“I have no doubt that richer nations will end up in a zero carbon or net (zero) carbon economy,” Kerry said. “But I am not at all convinced that we will get there in time to avoid profoundly disruptive fundamental transformations in the nature of our planet and the ability of tens of millions, hundreds of millions of people to survive.”
Kerry made his remarks, which the organizers of the event said were recorded last week, practically at a U.S.-Japan Council event alongside Japanese Environment Minister Shinjiro Koizumi.
Stressing the severity of the climate crisis and the fact that there are still more countries that have to make bolder climate commitments, Kerry said that even if the two United States and Japan were carbon neutral for “tomorrow, we still have a huge problem. ” He noted that the United States and Japan are part of a group of countries that have pledged to keep the climate neutral by 2050, making sharp cuts in the next decade.

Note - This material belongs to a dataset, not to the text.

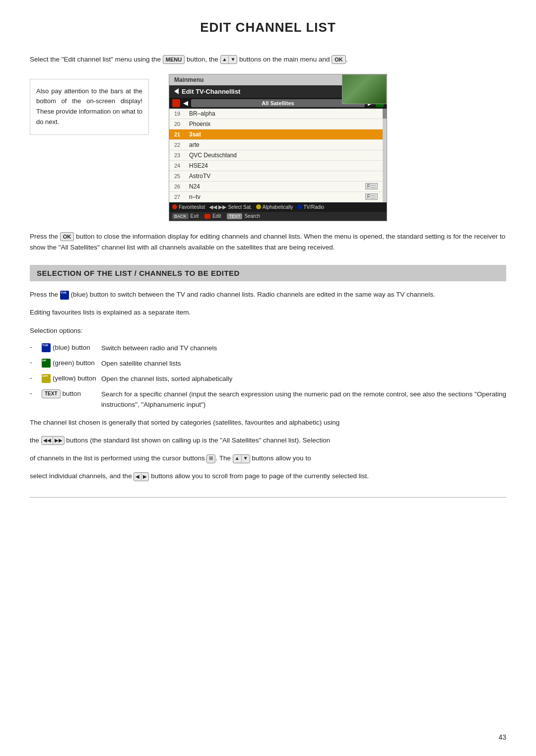 This screenshot has width=536, height=756. Describe the element at coordinates (229, 60) in the screenshot. I see `up-down-arrows: ▲ ▼` at that location.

“Fifty-five percent of global GDP is committed to pathways that could keep 1.5 degrees alive,” Kerry said, referring to the 1.5 degrees Celsius of global warming. “The problem is that we have the other 45% not there yet. China, India, Russia, South Africa, Mexico, Indonesia, Brazil … must accompany us in the effort to use the Glasgow meeting to adopt a plan for the next ten years “.
“China must move its maximum timeline well before 2030, ideally for 2025, to ensure the world a chance to fight for 1.5 ° C,” Greenpeace climate analyst Li Shuo told CNN in China. “This requires more action now.”
Speaking to the Council of the United States and Japan, Kerry said China can decarbonize more quickly and that the country’s massive investment in renewable energy shows it can move away from coal.
“China’s top-level leadership must take steps that are fully feasible,” Kerry said. “We are not asking China to do something impossible. Something is difficult, but it is not out of reach. China has been putting large amounts of coal online in recent years.”
Biden’s climate envoy also said the US must meet its commitments and spoke of the need for the US to improve its infrastructure and invest heavily in renewable energy, which he described as a “giant component” of the climate solution. .
“In America, we have individual grids: one on the east coast, one on the west coast, and one in Texas alone,” Kerry said. “But there’s a big hole open in the center of our country where we, the nation that went to the moon, invented the Internet, has created vaccines, we can’t send a single electron from California to New York. That’s stupid. It’s a madness “.